The Scientific Stack#

This site was built mostly using open-source scientific computing tools. Here is a quick guide to what they are how they tie together to create reproducible research workflows and outputs.

Markdown#

plain text format for writing structured documents. To make materials accessible and human-readable, all text, code, and math should be written in plain text files. Markdown syntax simply indicates how to structure that text (e.g. _italics_ produces italics). We mix markdown text with LaTex syntax to render math expressions.

There are many good markdown editors. I recommend Visual Studio Code (with enhanced markdown preview extension) and Typora. VS Code also serves as powerful integrated Development Environment (IDE) for editing notebooks and keeping files organized.

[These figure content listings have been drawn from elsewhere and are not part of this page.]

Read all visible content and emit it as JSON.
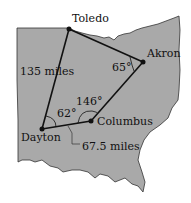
{
  "colors": {
    "state_fill": "#a9a9a9",
    "outline": "#333333",
    "line": "#111111"
  },
  "cities": [
    {
      "name": "Toledo",
      "x": 69,
      "y": 29
    },
    {
      "name": "Akron",
      "x": 143,
      "y": 62
    },
    {
      "name": "Columbus",
      "x": 91,
      "y": 121
    },
    {
      "name": "Dayton",
      "x": 42,
      "y": 129
    }
  ],
  "distances": {
    "toledo_dayton": "135 miles",
    "dayton_columbus": "67.5 miles"
  },
  "angles": {
    "akron": "65°",
    "columbus": "146°",
    "dayton": "62°"
  }
}
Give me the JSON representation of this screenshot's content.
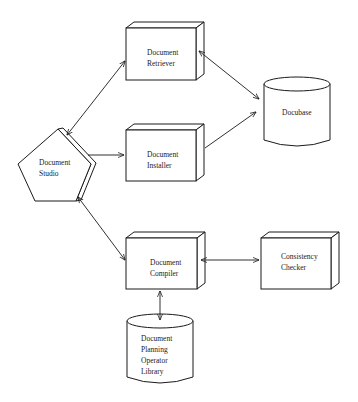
{
  "diagram": {
    "nodes": {
      "retriever": {
        "shape": "3d-box",
        "lines": [
          "Document",
          "Retriever"
        ]
      },
      "docubase": {
        "shape": "cylinder",
        "lines": [
          "Docubase"
        ]
      },
      "installer": {
        "shape": "3d-box",
        "lines": [
          "Document",
          "Installer"
        ]
      },
      "studio": {
        "shape": "3d-pentagon",
        "lines": [
          "Document",
          "Studio"
        ]
      },
      "compiler": {
        "shape": "3d-box",
        "lines": [
          "Document",
          "Compiler"
        ]
      },
      "checker": {
        "shape": "3d-box",
        "lines": [
          "Consistency",
          "Checker"
        ]
      },
      "library": {
        "shape": "cylinder",
        "lines": [
          "Document",
          "Planning",
          "Operator",
          "Library"
        ]
      }
    },
    "edges": [
      {
        "from": "Document Studio",
        "to": "Document Retriever",
        "direction": "bidirectional"
      },
      {
        "from": "Document Retriever",
        "to": "Docubase",
        "direction": "bidirectional"
      },
      {
        "from": "Document Studio",
        "to": "Document Installer",
        "direction": "forward"
      },
      {
        "from": "Document Installer",
        "to": "Docubase",
        "direction": "forward"
      },
      {
        "from": "Document Studio",
        "to": "Document Compiler",
        "direction": "bidirectional"
      },
      {
        "from": "Document Compiler",
        "to": "Consistency Checker",
        "direction": "bidirectional"
      },
      {
        "from": "Document Compiler",
        "to": "Document Planning Operator Library",
        "direction": "bidirectional"
      }
    ],
    "colors": {
      "stroke": "#1a1a1a",
      "fill": "#ffffff",
      "background": "#ffffff"
    }
  }
}
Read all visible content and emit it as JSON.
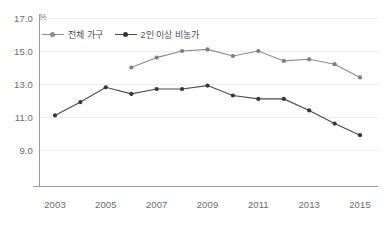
{
  "title": "",
  "unit": "%",
  "legend": {
    "items": [
      {
        "label": "전체 가구",
        "color": "#8c8c91",
        "icon": "line-marker-icon"
      },
      {
        "label": "2인 이상 비농가",
        "color": "#4a4a4f",
        "icon": "line-marker-icon"
      }
    ]
  },
  "axes": {
    "y_ticks": [
      "9.0",
      "11.0",
      "13.0",
      "15.0",
      "17.0"
    ],
    "x_ticks": [
      "2003",
      "2005",
      "2007",
      "2009",
      "2011",
      "2013",
      "2015"
    ]
  },
  "chart_data": {
    "type": "line",
    "title": "",
    "xlabel": "",
    "ylabel": "%",
    "ylim": [
      9.0,
      17.0
    ],
    "xlim": [
      2003,
      2015
    ],
    "grid": true,
    "legend_position": "top-left",
    "x": [
      2003,
      2004,
      2005,
      2006,
      2007,
      2008,
      2009,
      2010,
      2011,
      2012,
      2013,
      2014,
      2015
    ],
    "series": [
      {
        "name": "전체 가구",
        "color": "#8c8c91",
        "x": [
          2006,
          2007,
          2008,
          2009,
          2010,
          2011,
          2012,
          2013,
          2014,
          2015
        ],
        "values": [
          14.0,
          14.6,
          15.0,
          15.1,
          14.7,
          15.0,
          14.4,
          14.5,
          14.2,
          13.4
        ]
      },
      {
        "name": "2인 이상 비농가",
        "color": "#4a4a4f",
        "x": [
          2003,
          2004,
          2005,
          2006,
          2007,
          2008,
          2009,
          2010,
          2011,
          2012,
          2013,
          2014,
          2015
        ],
        "values": [
          11.1,
          11.9,
          12.8,
          12.4,
          12.7,
          12.7,
          12.9,
          12.3,
          12.1,
          12.1,
          11.4,
          10.6,
          9.9
        ]
      }
    ]
  }
}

Scientific computing with python and R.#

Python is a popular, easy to learn general purpose programming language. R is another open source language focused more on statistical computing. Both are popular ‘glue’ languages, powerful on their own but also easily extended to access and tie together powerful functionality from many powerful ‘libraries’ (often written in other languages such as C for speed) or huge databases hosted on remote computers). These libraries can be easily imported into python or R to greatly increase their functionality and create a powerful open-source scientific computing environment to easily match or exceed far more expensive proprietary systems. Some popular libraries for python include:

  • matplotlib - the most widely used of the many plotting and visualization libraries.

  • numpy - vectors, matrices, and math functions.

  • scipy - optimization, linear algebra, and other math functions.

  • pandas and geopandas (database and geospatial data manipulation))

  • scikit-learn (machine learning)

  • ipywidgets - interactive widget control over jupyter notebooks for sliders and many other inteactive elements.

Very similar libraries exist for R.

There is a larger ‘stack’ of libraries that together make up the scientific computing environment. In the early days of open-source computing it was very difficult to keep these all working together but solutions such as anaconda have simplified the process to one download file and a one-click installation.

The Quantecon project has useful pages on getting started with anaconda, and the basic operation of jupyter notebooks and the python programming language.

R versus python? Try both. If your main purpose is econometrics and statistical computing, R has the more complete libraries for this purpose (although for machine learning, many people prefer python). Python might be a bit easier to learn and perhaps more versatile as a general purpose language with a wider user base, but this is a matter of opinion as R people will tell you there is very little they can’t do. For building and solving general equilibrium models using numerical methods, python is a good choice, particularly if you are coming from matlab. The QuantEcon has good guides to scientific computing in python for economists.

Jupyter notebooks#

“an open-source web application that allows you to create and share documents that contain live code, equations, visualizations and narrative text. Uses include: data cleaning and transformation, numerical simulation, statistical modeling, data visualization, machine learning, and much more.” Jupyter notebooks serve as a front end to document and share your code and output, whether that code be python, Julia, Stata, Matlab, etc. Jupyter notebooks become interactive (i.e. the user can change content and see how that produces new outputs) when they are being hosted on a ‘kernel server’ capable of executing the content.

git and github#

To keep your files under version control. You run git on your local machine(s) and from time to time you ‘push’ updates to a ‘remote’ repository hosted on a service such as github to facilitate sharing and collaboration of the repository (from which you ‘pull’ in any changes).

An ecosystem of services has emerged around github to allow you to share materials, collaborate, and automate useful processes. For example, you can set things up so that any new jupyter notebooks, markdown files or other content ‘pushed’ to the repository to this DevII site will trigger a ‘build’ process to refresh the website which is also hosted on github. See the next page.

Jupyter Book#

“an open source project for building beautiful, publication-quality books and documents from computational material.” While standalone Jupyter Notebooks can render nicely, jupyterbook is a tool for assembling a collection of jupyter notebooks and other source materials into a well structured publication, be that a website, a latex document, PDF file, etc. It allows one to add table of contents and navigation structure, cross-references, bibliographies, etc.

One way to think of these tools and workflowas is that they allow yout to produce nicely rendered HTML websites using only markdown and other relatively easy to learn skills, without having to learn HTML syntax and other technical details.